Shorter flights reduce total annual flight hours

Hundred-seater aircraft are initially at a disadvantage economically compared to larger aircraft. This was stated by Alexander Dolotovsky, Deputy Managing Director of PJSC Yakovlev — Director of the Regional Aircraft branch.

SSJ-100
SSJ-100

He drew attention to an important factor — the limitation of annual flight hours by the operation model. Hundred-seater aircraft typically fly shorter routes, which inherently reduces the total annual flight hours.

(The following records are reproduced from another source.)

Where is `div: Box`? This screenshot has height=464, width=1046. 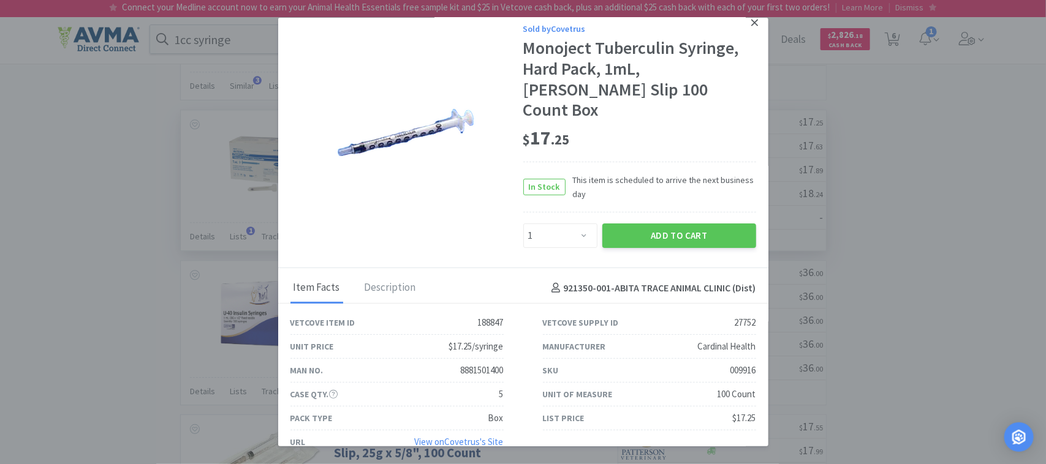 div: Box is located at coordinates (496, 418).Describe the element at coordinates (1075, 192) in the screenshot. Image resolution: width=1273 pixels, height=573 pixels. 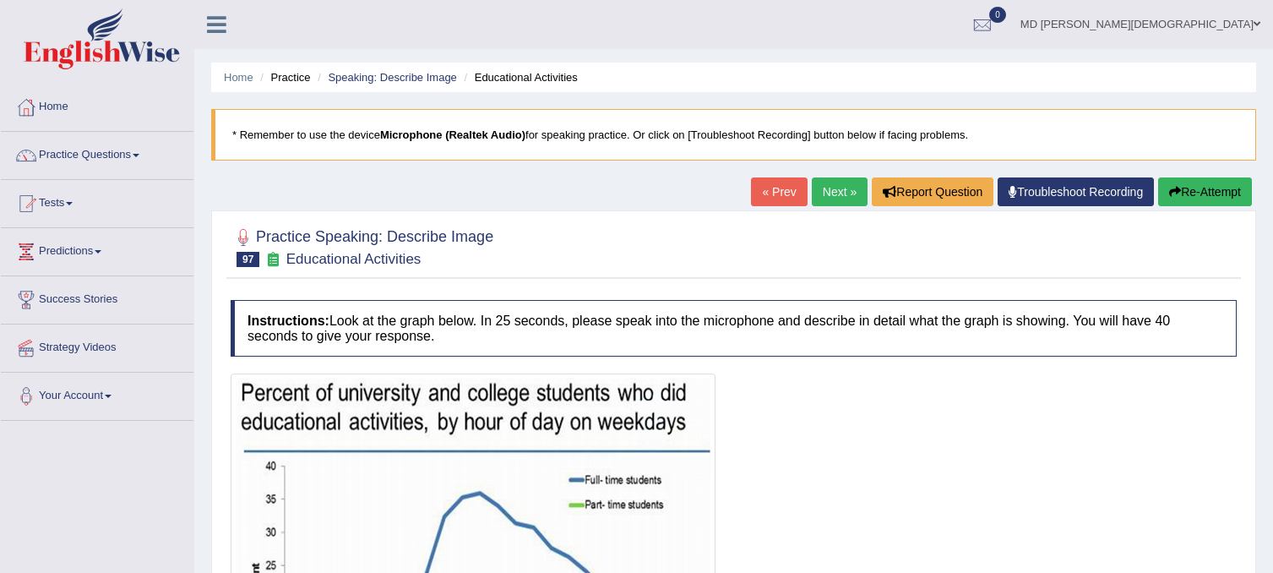
I see `a: Troubleshoot Recording` at that location.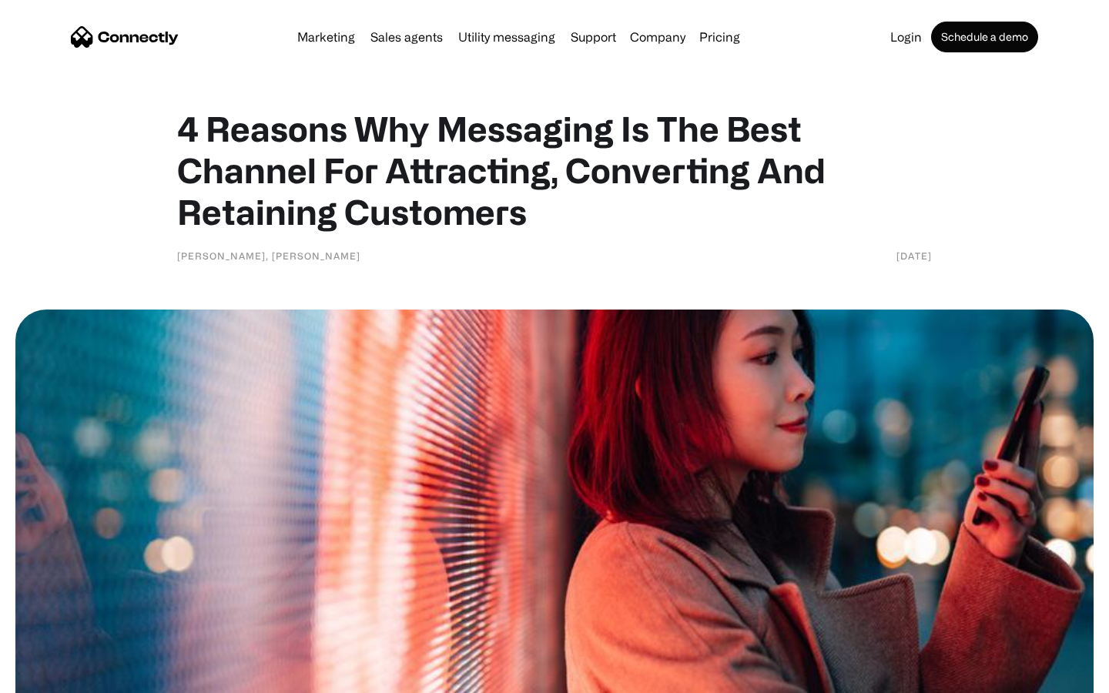 The image size is (1109, 693). I want to click on h1: 4 Reasons Why Messaging Is The Best Channel For Attracting, Converting And Retaining Customers, so click(554, 170).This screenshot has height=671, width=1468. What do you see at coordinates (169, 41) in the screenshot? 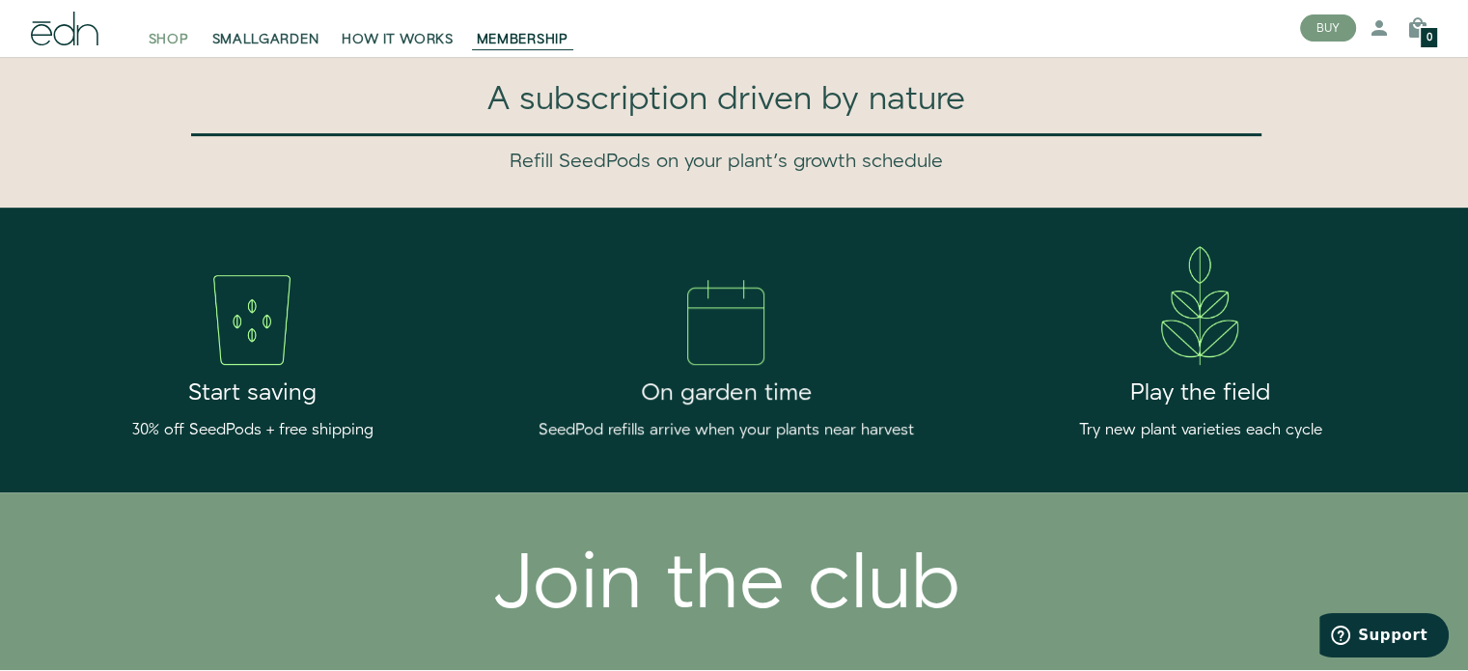
I see `span: SHOP` at bounding box center [169, 41].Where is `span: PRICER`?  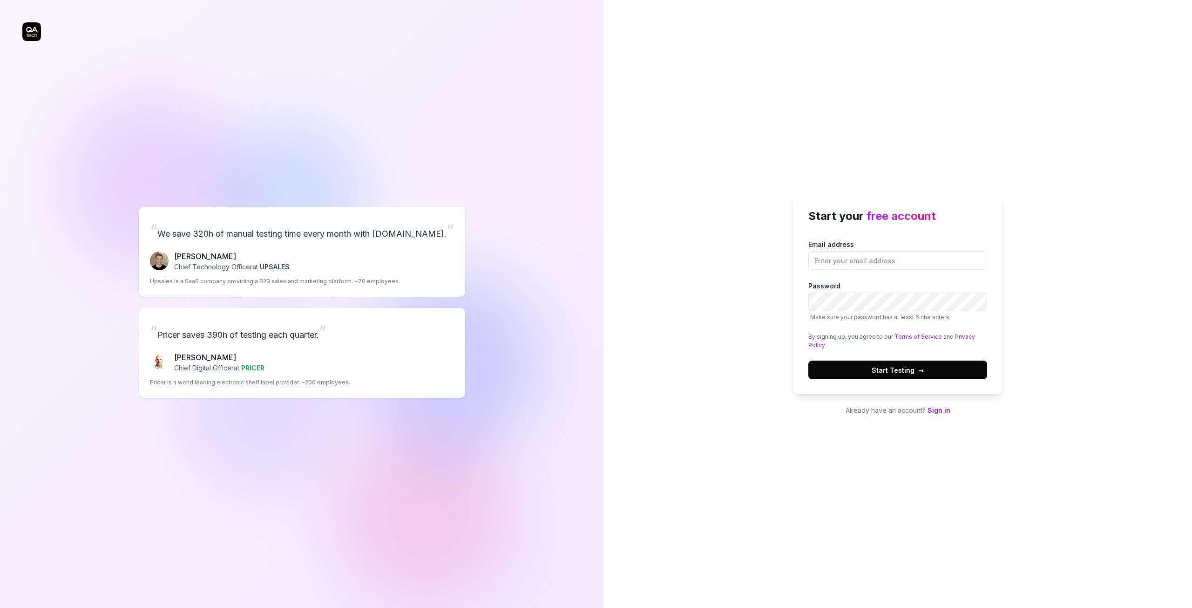 span: PRICER is located at coordinates (253, 367).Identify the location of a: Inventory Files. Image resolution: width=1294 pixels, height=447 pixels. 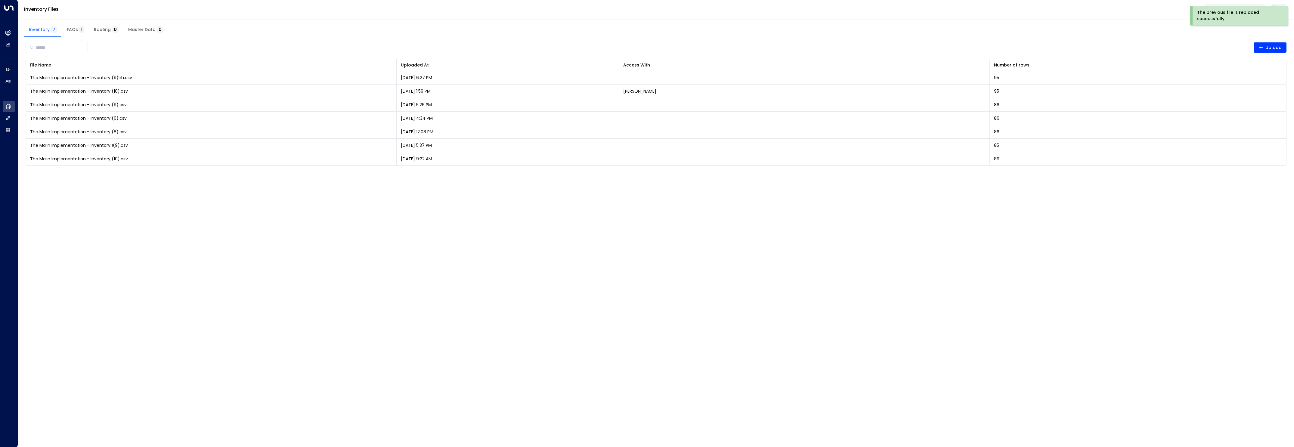
(41, 9).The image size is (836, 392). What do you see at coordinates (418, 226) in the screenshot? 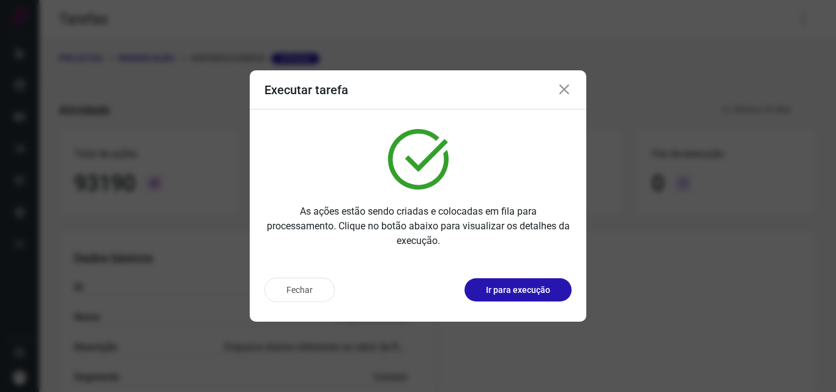
I see `p: As ações estão sendo criadas e colocadas em fila para processamento. Clique no botão abaixo para ...` at bounding box center [418, 226].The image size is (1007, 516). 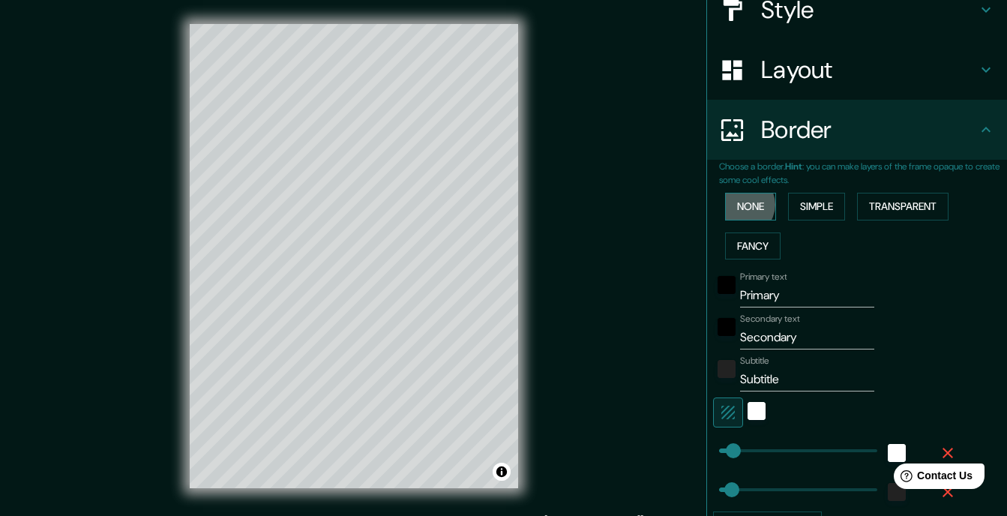 What do you see at coordinates (501, 471) in the screenshot?
I see `button: Toggle attribution` at bounding box center [501, 471].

The thing is, in addition to flight time, there is also the time the aircraft spends on the ground preparing for flight. And it is the same for flights of any duration and amounts to at least one and a half hours of additional working time for the crew and the aircraft.
Alexander Dolotovsky, Director of the Regional Aircraft branch

Dolotovsky continued that working on a one-and-a-half-hour flight and performing four flights a day, the aircraft will spend 6 hours in the sky, but its working time will be more than 10. The same aircraft flying a three-hour flight will fly 12 hours in four flights with 16 hours of working time.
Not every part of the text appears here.